Holding space open: Wor(l)ding the ruins of Gaza
本文通过分析Lubna Abu Sitta的干预,探讨在加沙空间被抹除的背景下,具身写作如何叙述难以言说的情感、损失与生存,为理解废墟中的空间与记忆提供地理学视角。
Witnessing the erasure of spaces and landscapes in Gaza reveals as much the ethical and ontological necessity to narrate as it does the limits of writing. In this commentary on Lubna Abu Sitta’s intervention, we grasp this tension by thinking with her how embodied writing can narrate what seems impossible for words to capture. Abu Sitta’s writing in-place and through lived ruination voices affects, attachments, vulnerabilities, losses, and exposures that circumnavigate bodies, while importantly holding space open for memory and life in a way that resist immense spatial erasure. This urges us to think embodied displacement geographically, bringing attention to ways of inhabiting the ruins and destruction with makeshift infrastructures, memories, and narrations of survival. These ways and the losses they carry might not lend themselves easily to academic narration, but they are nevertheless carved into bodies, memories, affects, atmospheres, materialities and landscapes—to spaces and bodies that are worlding the impossible in the ruins of Gaza.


■ What you should do: Pull out every line from the line containing "Image: w=733, h=1024." through the end of the material, both ends included, and reproduce it exactly. Keep pictures out.

■ Data excerpts:

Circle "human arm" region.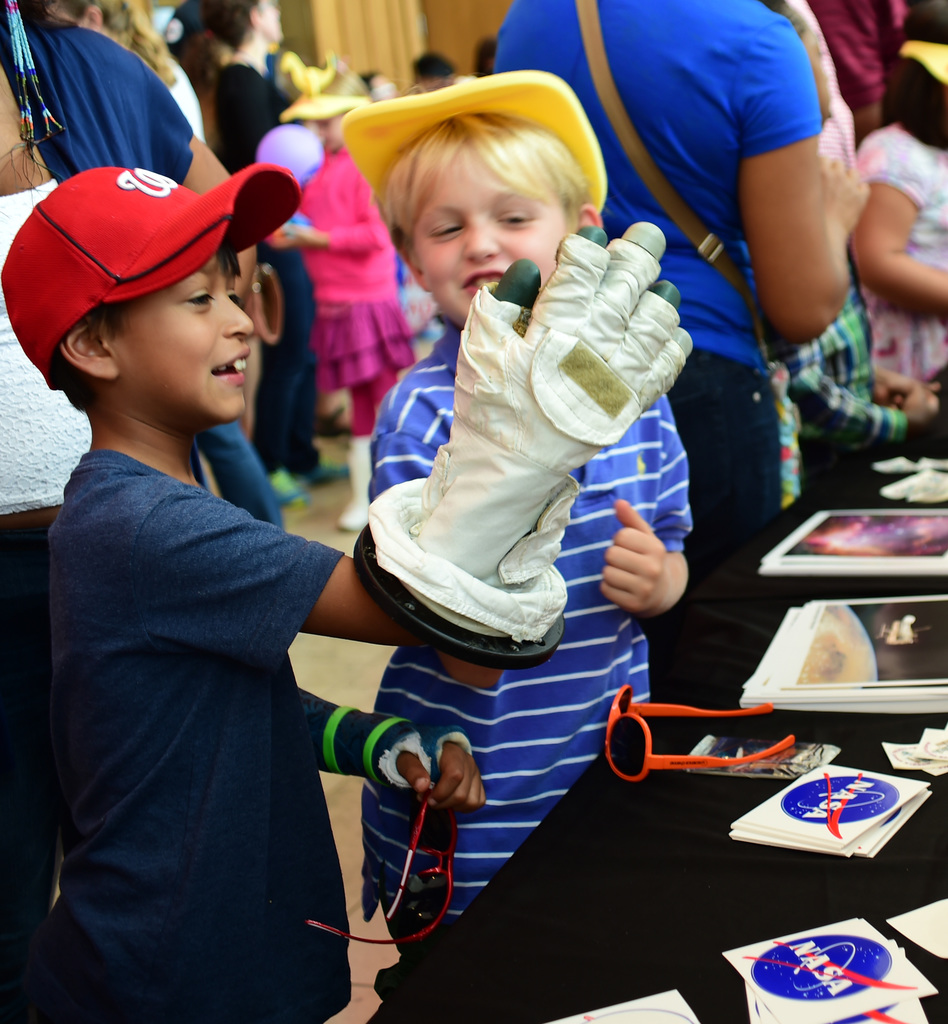
Region: locate(607, 398, 715, 624).
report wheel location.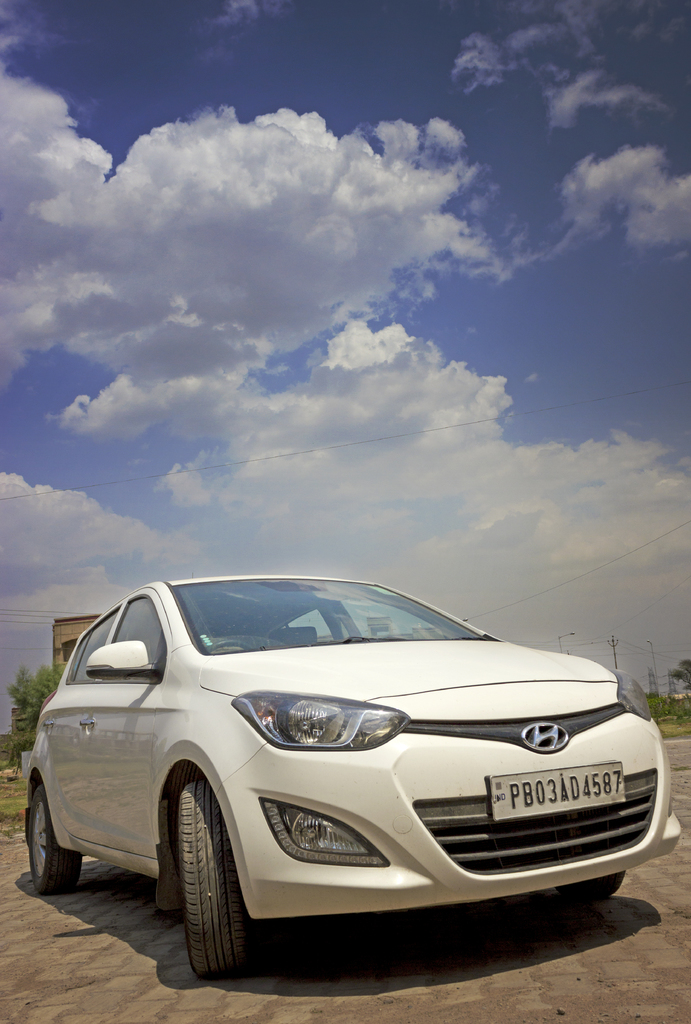
Report: {"left": 24, "top": 772, "right": 81, "bottom": 895}.
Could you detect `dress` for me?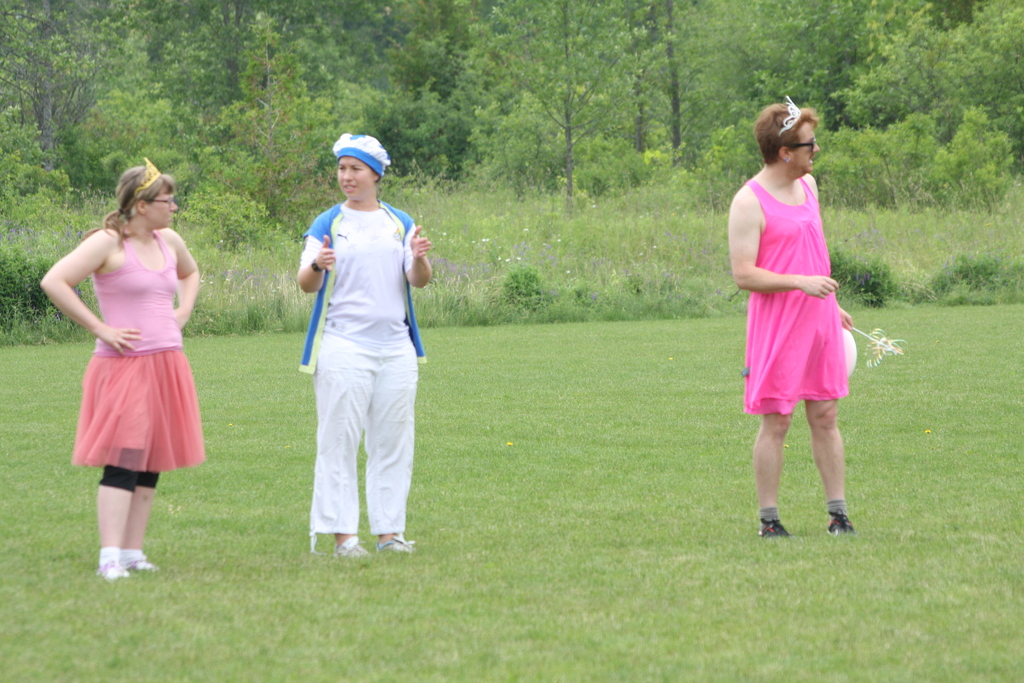
Detection result: 746,172,850,415.
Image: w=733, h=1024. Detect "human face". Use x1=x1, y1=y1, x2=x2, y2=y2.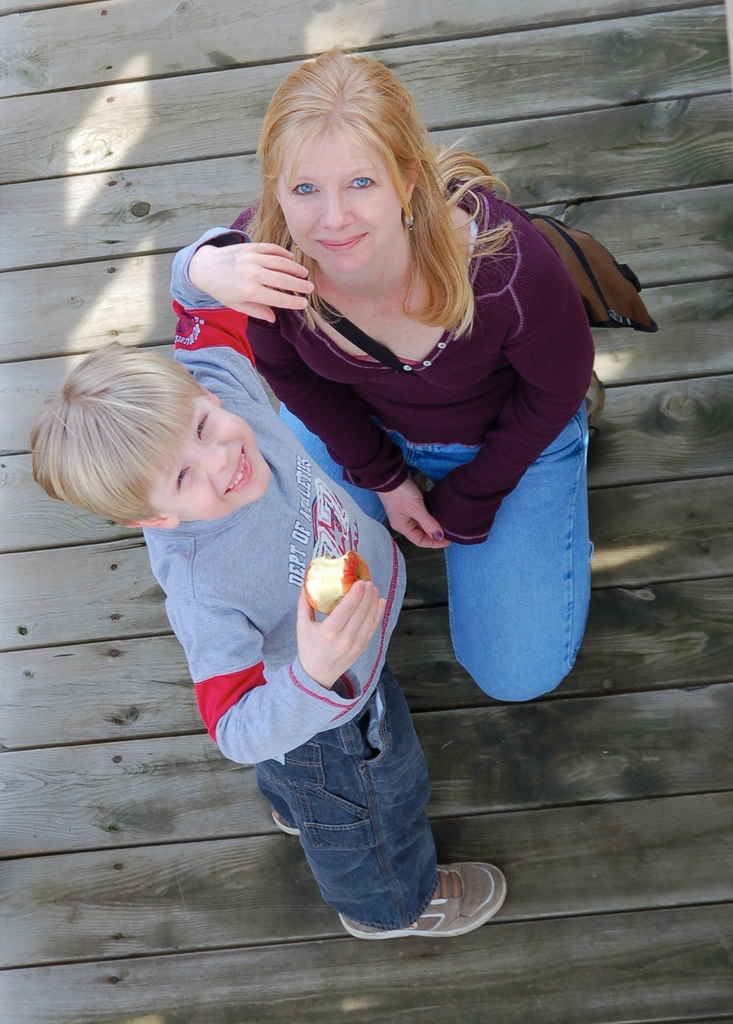
x1=278, y1=125, x2=395, y2=271.
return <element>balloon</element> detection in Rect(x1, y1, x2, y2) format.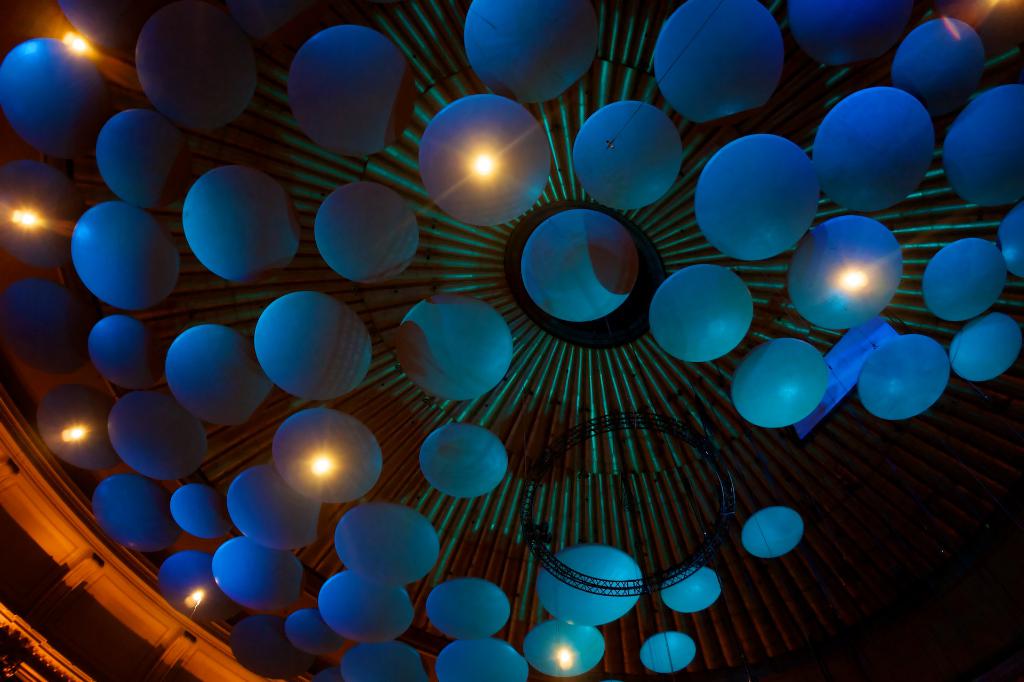
Rect(944, 84, 1023, 203).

■ Problem solution:
Image: w=733, h=1024. Detect "human face". Use x1=x1, y1=y1, x2=x2, y2=y2.
x1=278, y1=125, x2=395, y2=271.
return <element>balloon</element> detection in Rect(x1, y1, x2, y2) format.
Rect(944, 84, 1023, 203).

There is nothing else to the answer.